This was a great day. We gathered at Hidden Pond with members of the Keller family, including wife Cara, sons Greg and Mark, daughter Karen, and four grandchildren (Matthew, Jacob, Cassidy, and Caraline).
Others present included stewards and volunteers from Palos Restoration Project, former 3rd Ward Alderman Tom McAvoy of Hickory Hills and other neighbors, and Kathy Wurster, Mary Busch, Mike Hart and Chip O'Leary from FPCC.
Roger loved jazz so it was appropriate that celebrants marched through Hidden Pond Woods behind the Four Star Brass Band of Chicago as they played “When the Saints Go Marching In”.

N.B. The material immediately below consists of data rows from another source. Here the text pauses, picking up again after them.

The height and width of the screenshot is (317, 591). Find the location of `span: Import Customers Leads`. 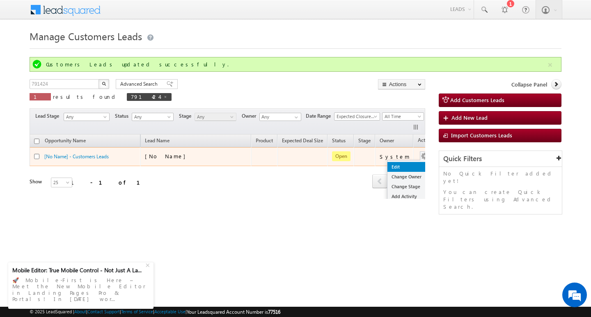

span: Import Customers Leads is located at coordinates (481, 135).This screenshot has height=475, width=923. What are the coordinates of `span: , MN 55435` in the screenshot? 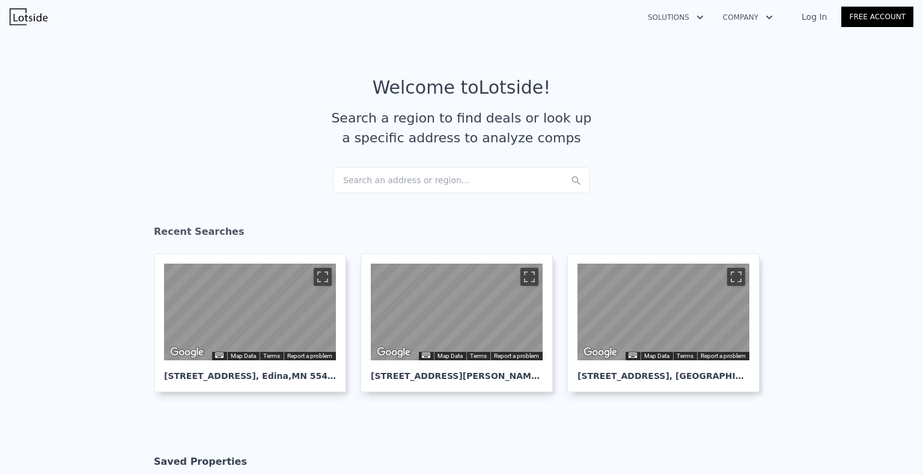 It's located at (314, 376).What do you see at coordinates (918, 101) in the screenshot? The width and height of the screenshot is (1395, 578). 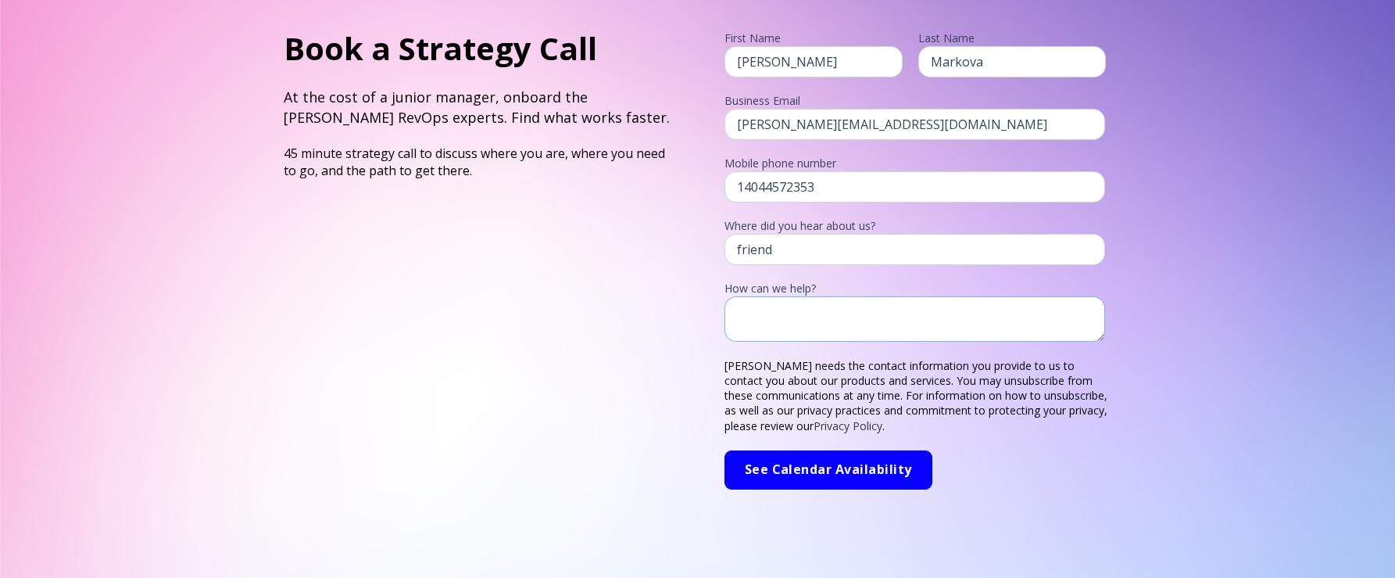 I see `legend: Business Email` at bounding box center [918, 101].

After reaching the bench site, we listened as Cara recited an original poem about Roger's years in restoration. Then we shared personal thoughts and memories. We heard some of the adventures of the Keller children at Hidden Pond in their childhood, before Roger's retirement and stewardship there.
Diana Krug said she had no car when she started volunteering so Roger drove her to workdays. A neighbor once asked Roger if a plant in his yard was flower or weed and was, in turn, asked "What do you want it to be?" Alderman McAvoy viewed Roger as a 'character' and 'cross between Grizzly Adams and Hemingway'. High praise indeed.
Several of our stewards and volunteers spoke of the ways Roger had helped them in their own restoration careers. Others spoke of his impact on young people coming into the field.
When all had spoken we left the prairie, again to the strains of Dixieland jazz, finishing in the grove with a picnic lunch provided by FPCC.
The inscription on Roger’s bench, composed by Steward Joe Neumann, reads “Children learned, volunteers labored, the prairie lives on. With hope for the future and gratitude to Steward Roger Keller.” A fitting salute.